Federal Judge Criticizes Death Penalty — But Concludes Only Supreme Court Can End It

"Has actual experience borne out the promise for a more reliable system of capital punishment" since 1976? A federal judge in Vermont says no — but says the final decision must come from the US Supreme Court.

WASHINGTON — A federal judge overseeing a death penalty trial in Vermont on Tuesday ruled that only the US Supreme Court can declare the death penalty to be unconstitutional — but nonetheless issued a strong critique of what he found to be an arbitrarily imposed punishment "in which chance and bias play leading roles."

US District Court Judge Geoffrey Crawford issued the 57-page decision in Donald Fell's challenge to the constitutionality of the federal death penalty statute. Fell faces a second federal trial over a 2000 killing, after his first conviction was tossed out due to juror misconduct.

The judge found that there is not a consensus across the country in opposition to the death penalty — a key question in addressing the "proportionality" challenge raised by Fell's lawyers.

Crawford did, however, find that reforms aimed at making the penalty more fairly imposed — the "arbitrariness" argument — over the past 40 years have "largely failed" to address the problems identified by the US Supreme Court in a 1972 decision that had led to a four-year national moratorium on the death penalty.

"Gregg is still the law of the land," Crawford wrote about the 1976 decision ending that moratorium. It is, he continued, the Supreme Court's "prerogative alone to overrule one of its precedents."

Crawford held a hearing this summer — largely tracking the questions about the death penalty raised by Justice Stephen Breyer in a 2015 Supreme Court dissent, in which he called for a full Supreme Court review of the death penalty's constitutionality.

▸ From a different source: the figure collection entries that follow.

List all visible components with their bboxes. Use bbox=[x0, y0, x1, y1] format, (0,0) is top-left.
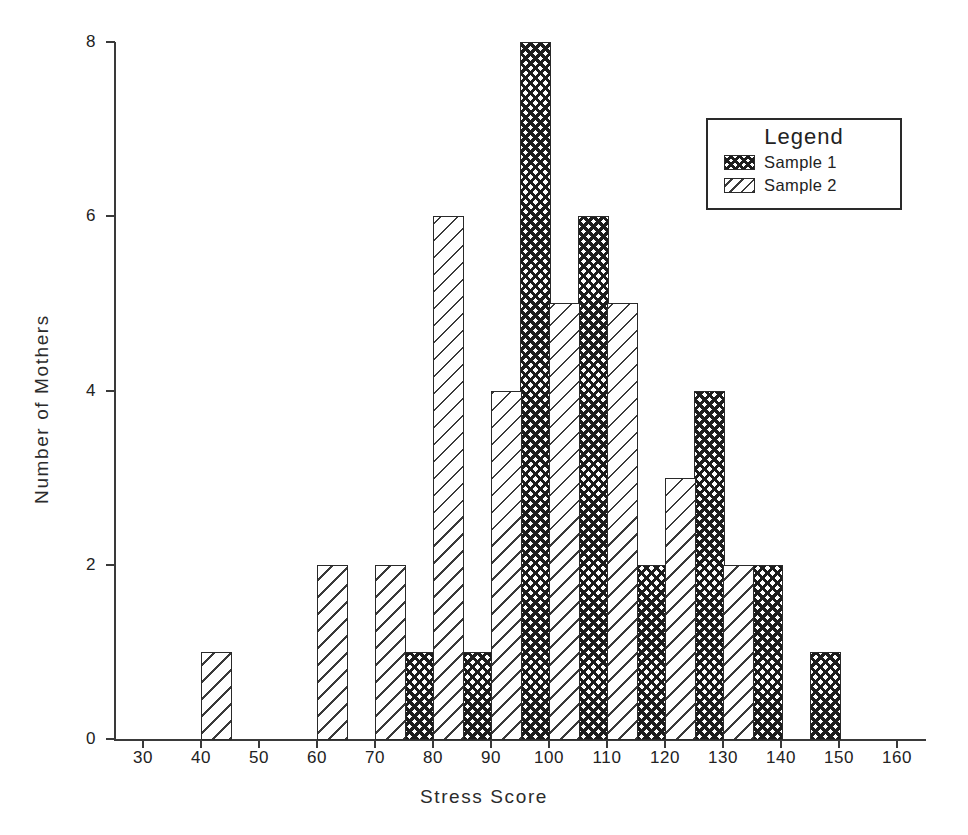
legend-title: Legend bbox=[708, 124, 900, 150]
histogram-bar bbox=[752, 565, 783, 740]
histogram-bar bbox=[201, 652, 232, 740]
x-axis-title: Stress Score bbox=[0, 786, 968, 808]
legend-entry: Sample 1 bbox=[724, 151, 900, 173]
legend-swatch-1-icon bbox=[724, 155, 755, 170]
histogram-bar bbox=[375, 565, 406, 740]
histogram-bar bbox=[462, 652, 493, 740]
chart-canvas: 02468 3040506070809010011012013014015016… bbox=[0, 0, 968, 835]
histogram-bar bbox=[665, 478, 696, 740]
legend-box: Legend Sample 1Sample 2 bbox=[706, 118, 902, 210]
histogram-bar bbox=[549, 303, 580, 740]
histogram-bar bbox=[433, 216, 464, 740]
legend-label: Sample 2 bbox=[764, 176, 837, 195]
histogram-bar bbox=[607, 303, 638, 740]
histogram-bar bbox=[317, 565, 348, 740]
legend-swatch-2-icon bbox=[724, 178, 755, 193]
legend-entry: Sample 2 bbox=[724, 174, 900, 196]
histogram-bar bbox=[636, 565, 667, 740]
histogram-bar bbox=[578, 216, 609, 740]
histogram-bar bbox=[404, 652, 435, 740]
histogram-bar bbox=[491, 391, 522, 741]
legend-label: Sample 1 bbox=[764, 153, 837, 172]
histogram-bar bbox=[520, 42, 551, 740]
histogram-bar bbox=[810, 652, 841, 740]
legend-entries: Sample 1Sample 2 bbox=[708, 151, 900, 196]
histogram-bar bbox=[723, 565, 754, 740]
histogram-bar bbox=[694, 391, 725, 741]
y-axis-title: Number of Mothers bbox=[31, 259, 53, 559]
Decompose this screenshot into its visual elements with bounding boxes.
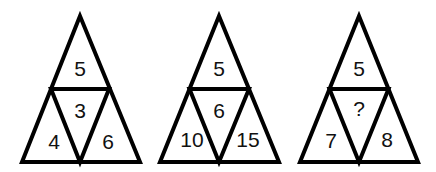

Noting the fact that he is required to follow existing Supreme Court majority decisions — and not dissenting opinions like Breyer's in 2015 — Crawford made clear his aim: "The trial court can respond by conducting an inquiry and setting the table for further review."

That meant, Crawford detailed, holding an extensive hearing regarding the unreliability and arbitrariness of the death penalty system, the excessive delay involved in executions, and the growing decline in the use of the death penalty.

The judge, in the wake of that hearing, issued detailed factual findings on Tuesday regarding many aspects of the imposition of the death penalty in America.

Among the areas specifically highlighted for criticism in Crawford's opinion in light of the evidence received was the system of "death qualification" in capital cases, under which those opposed to the death penalty are dismissed from serving on those juries.

"The exclusion of many people opposed to the death penalty on religious or moral grounds and the implicit process of persuasion at voir dire that death is the likely outcome create jury populations which stack the deck against defendants," Crawford wrote. "The studies brought to the court's attention supported the position of the defense that jury selection since Gregg is not the solution to inherent jury bias but rather a substantial part of the problem."

Regarding the arbitrariness of the imposition of the death penalty — even just looking at the federal system alone — Crawford concluded based on the evidence presented, "The more carefully one reviews ... the underlying case summaries, the more arbitrary the distinctions between cases become."

After reviewing those and other findings, Crawford posed the question: "Has actual experience borne out the promise for a more reliable system of capital punishment expressed in the Gregg decision? The evidence produced for the court answers the question in the negative."

Nonetheless, Crawford found that, for the most part, his hands were tied.

"Institutional authority to change this body of law is reserved to the Supreme Court," he wrote. "For this reason, the trial court is required to deny the defense motions related to the constitutionality of the death penalty."